Word for word, restate the entries below and exclude every image.

===============

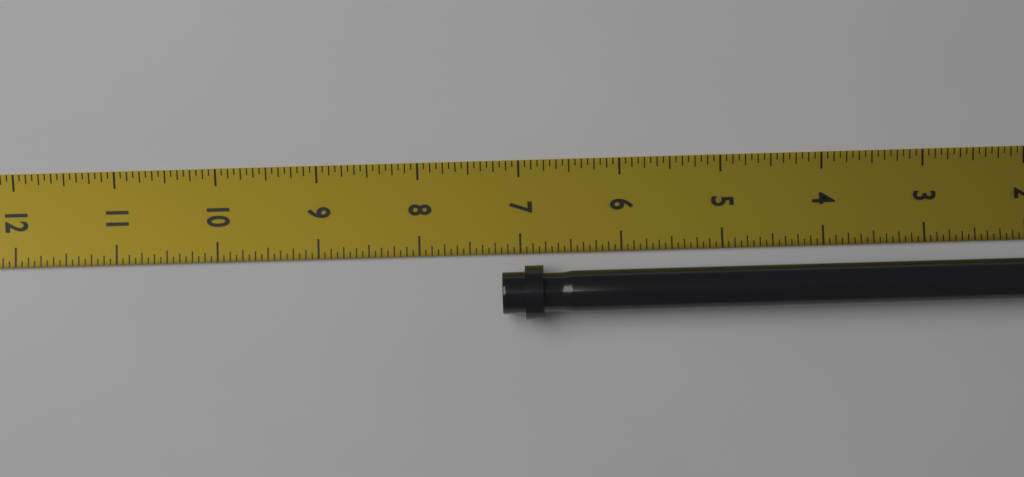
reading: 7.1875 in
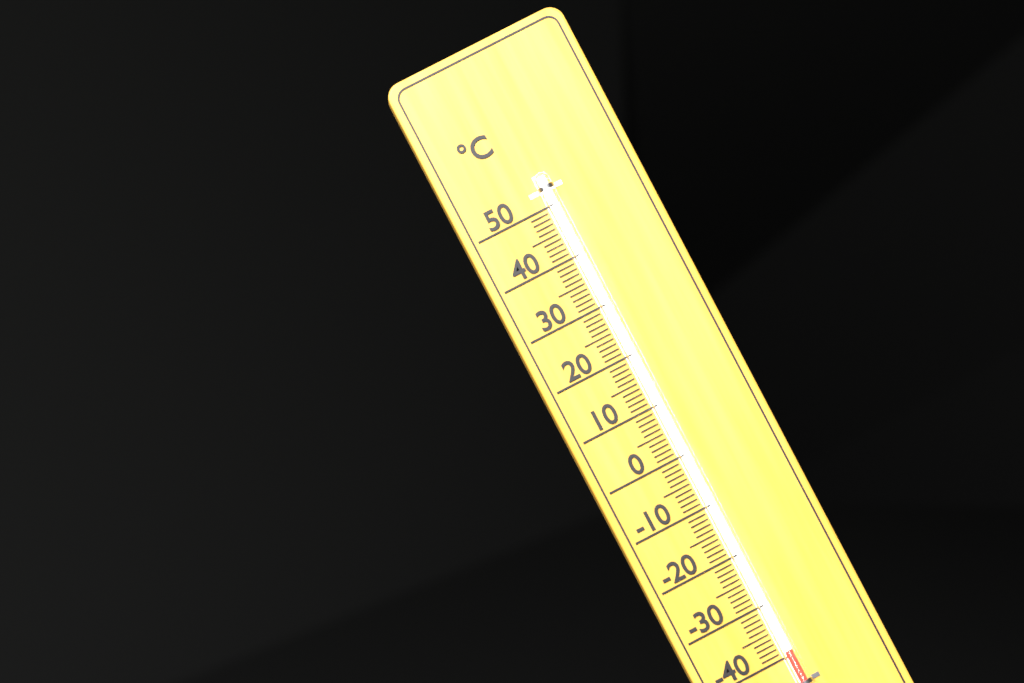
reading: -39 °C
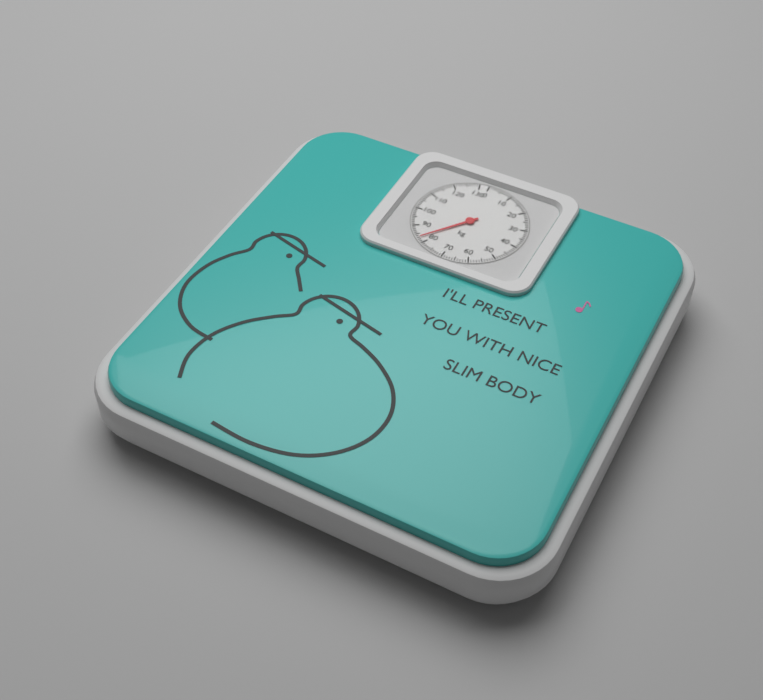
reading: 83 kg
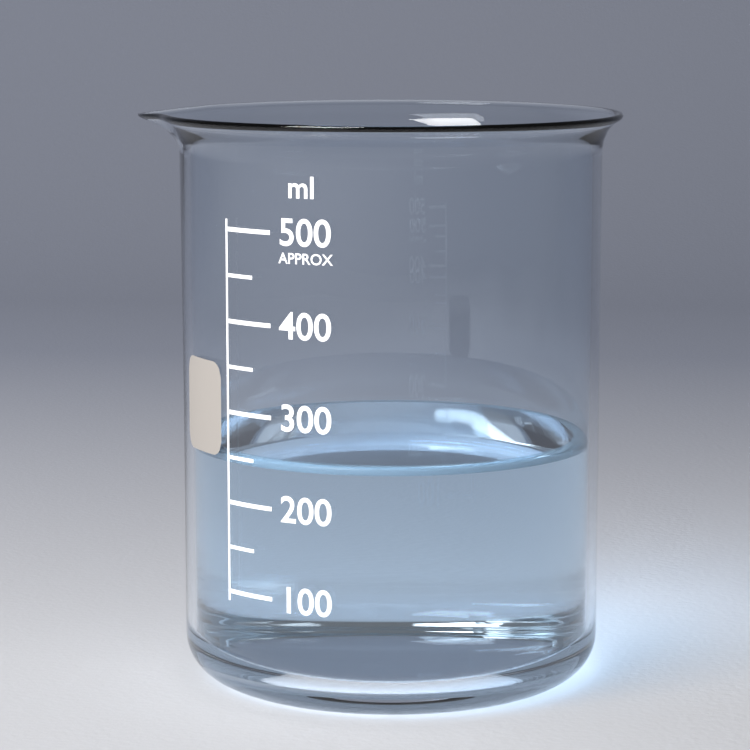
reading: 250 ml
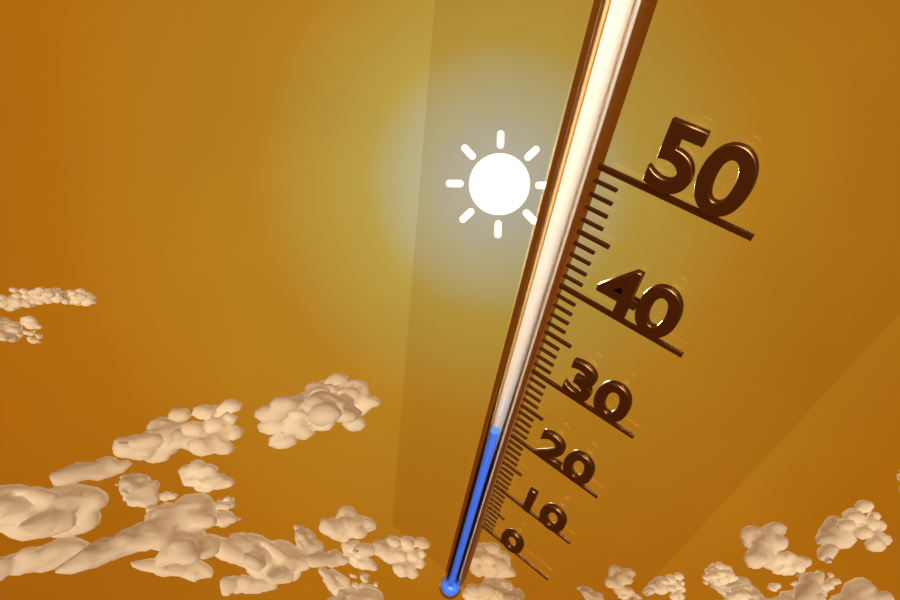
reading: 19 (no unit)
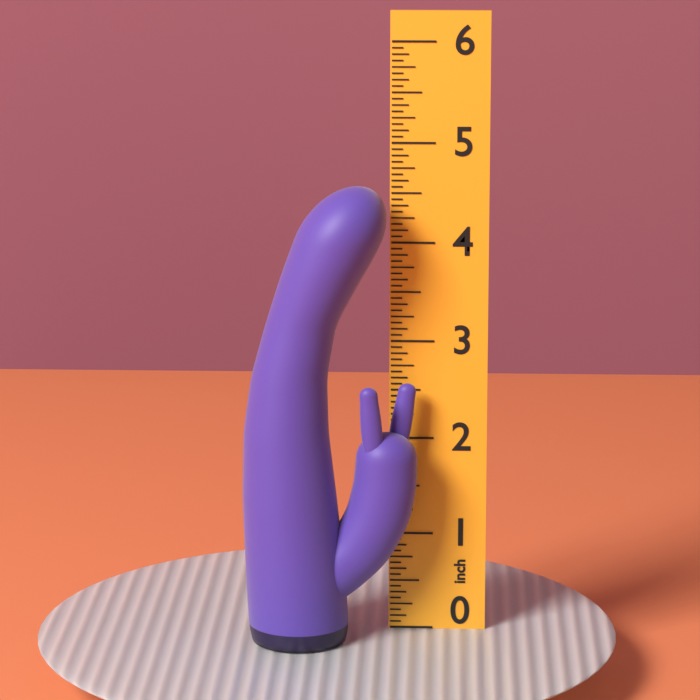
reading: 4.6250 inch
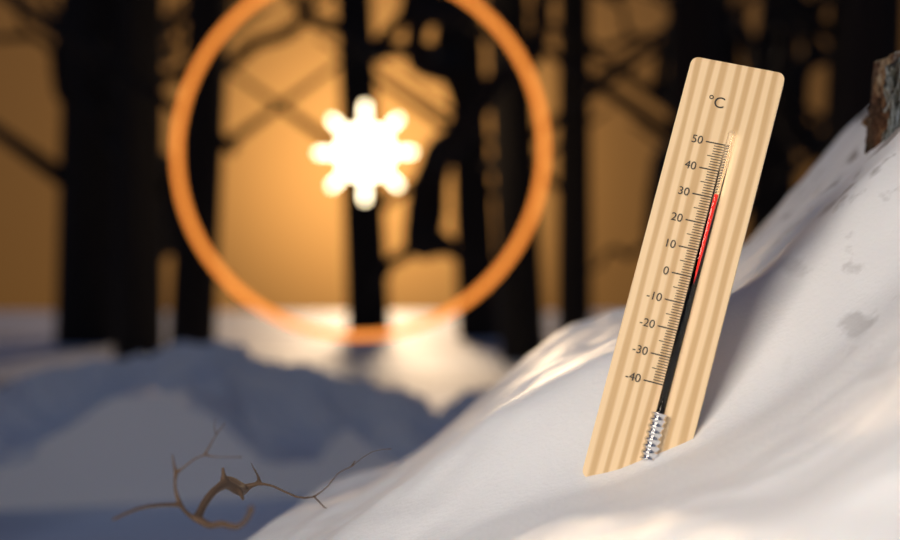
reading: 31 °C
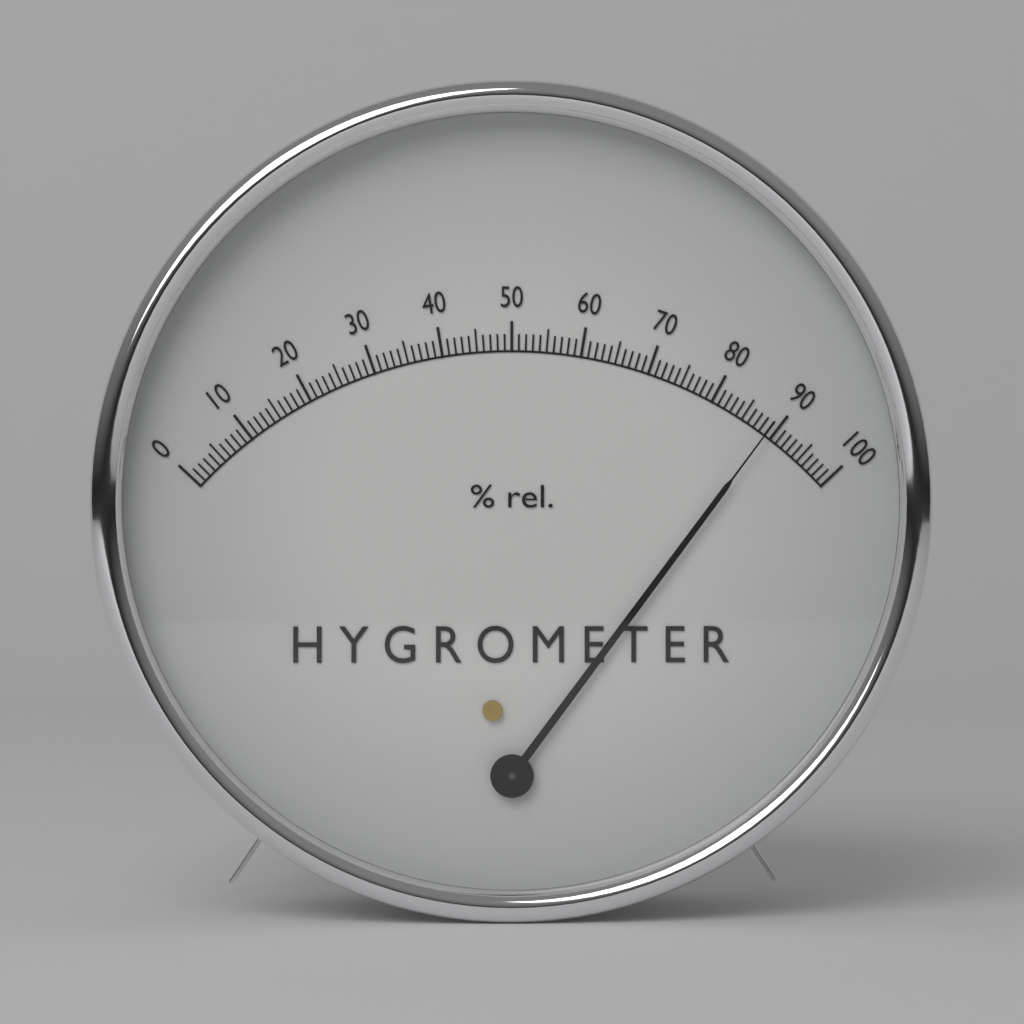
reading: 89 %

===============

■ Output
reading: 7.1875 in
reading: -39 °C
reading: 83 kg
reading: 250 ml
reading: 19 (no unit)
reading: 4.6250 inch
reading: 31 °C
reading: 89 %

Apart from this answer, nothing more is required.